President Trump has ousted another inspector general, the fourth IG in the last six weeks. This time, Steve Linick of the State Department was cashiered. The White House says the president has his reasons for no longer having “the fullest confidence” in IG Linick. Perhaps . . . but it is curious how these removals always seem to happen late on Fridays, when administrations do things they’d prefer you didn’t notice.
I am not a fan of the institution of inspector general because it is constitutionally suspect, to say the least. An IG works in the executive branch, and is therefore subordinate to the president, yet reports to Congress. This is a hybrid that flouts separation-of-powers principles. Predictably, it has deleterious effects.
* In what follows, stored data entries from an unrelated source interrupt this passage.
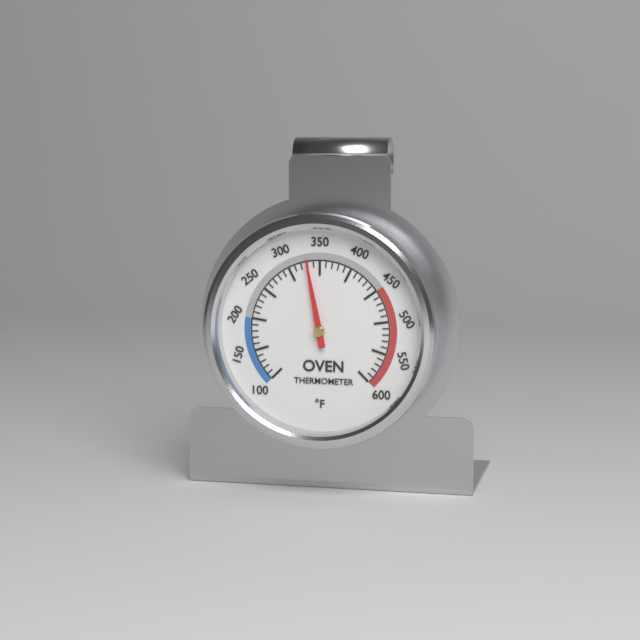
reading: 330 °F
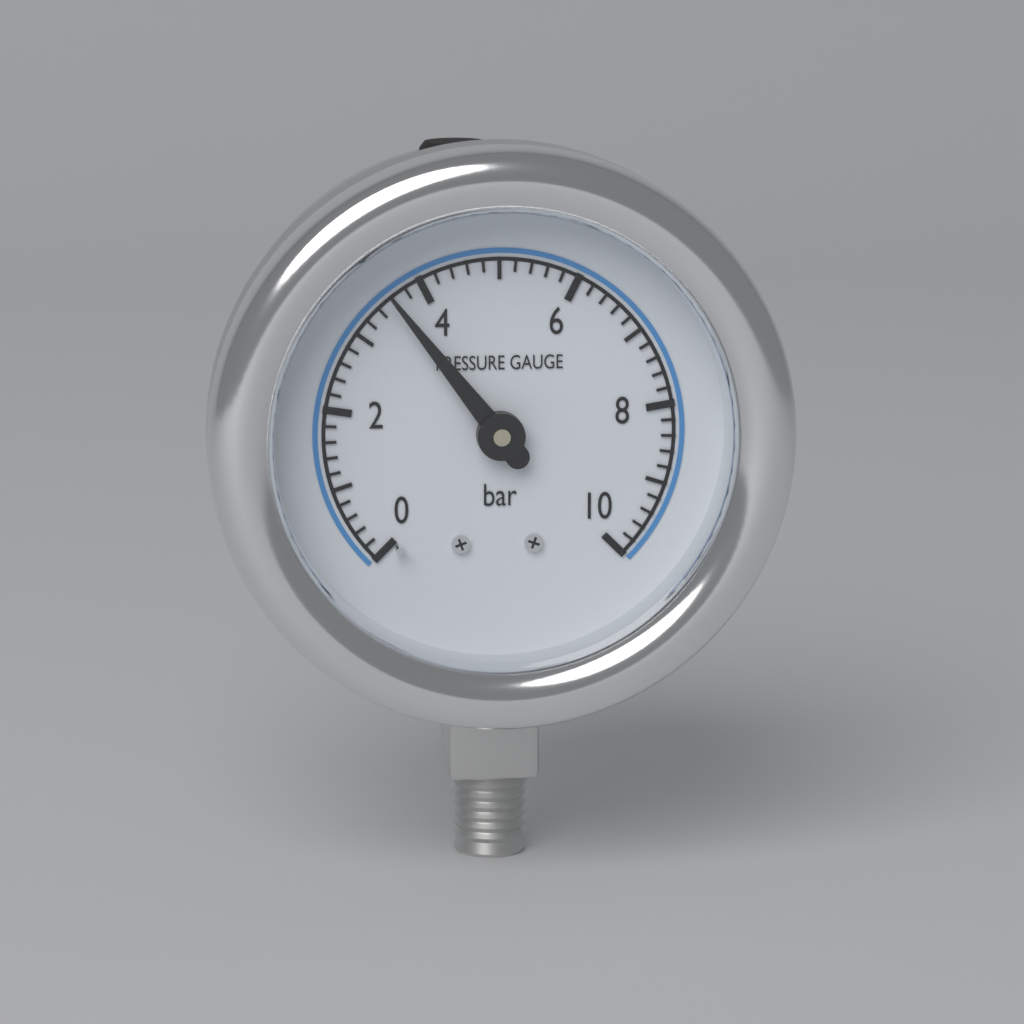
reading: 3.6 bar
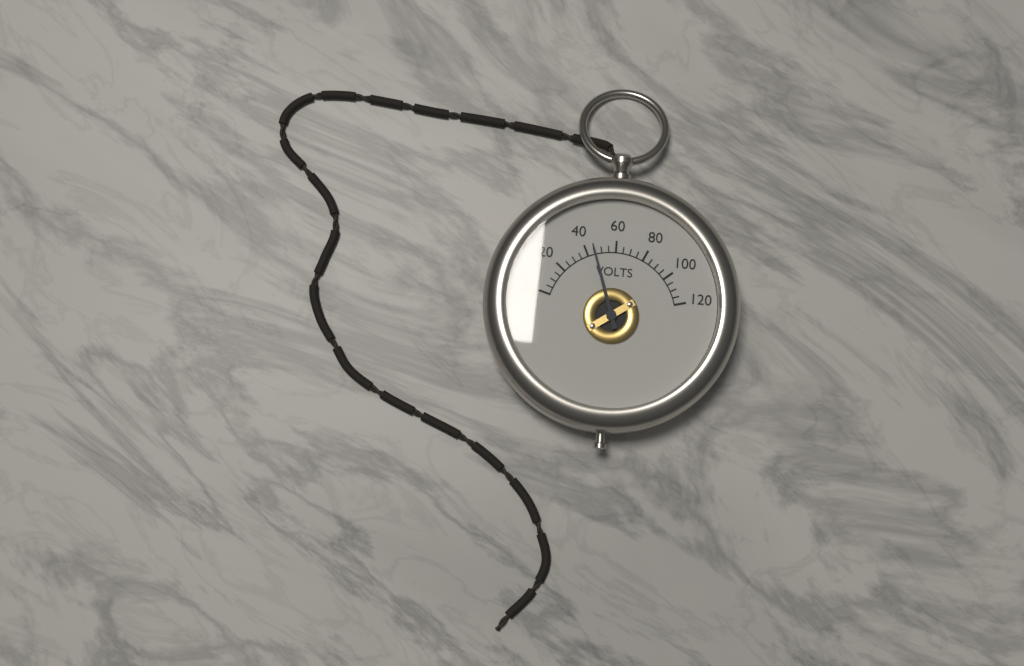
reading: 45 V
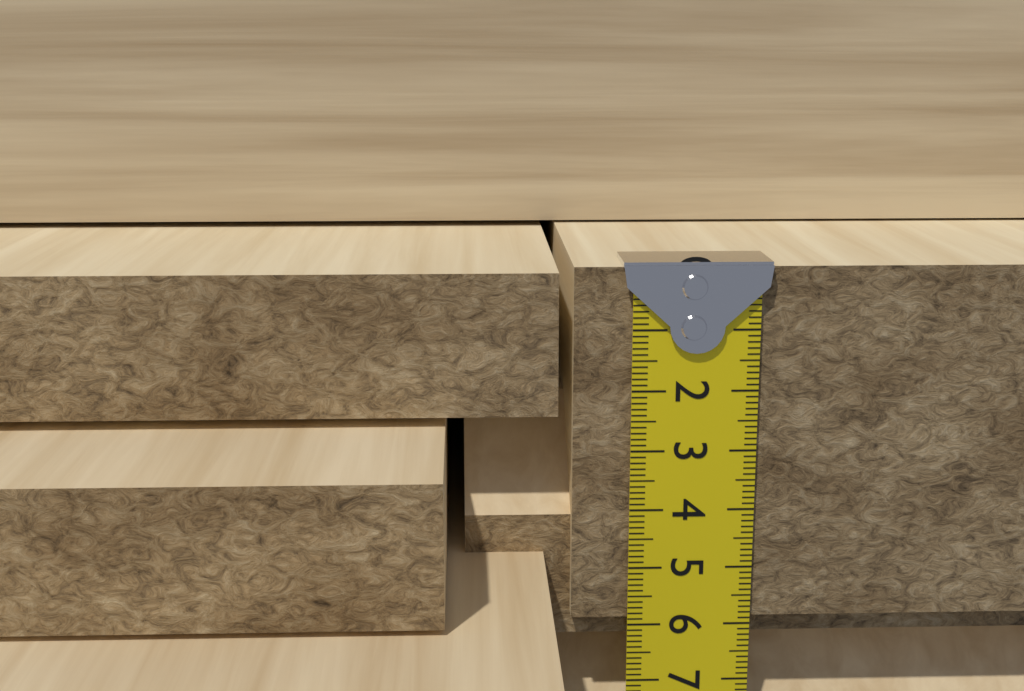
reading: 5.9 cm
Congress has become too dependent on the in-house IG at executive departments and agencies, atrophying its oversight muscles. The existence of the IG makes it harder for department and agency leadership to deal swiftly with misconduct. And because the IG answers to dual constituencies in political minefields, IG reports often suffer from on-the-one-hand-but-on-the-other-hand syndrome.
All that said, the institution is not going anywhere anytime soon, just as the administrative state’s distortion of the separation of powers seems to be a permanent feature of modern government — and modern governmental dysfunction. We should try to make the system work as well as it can, though its design flaws may make it increasingly irrelevant.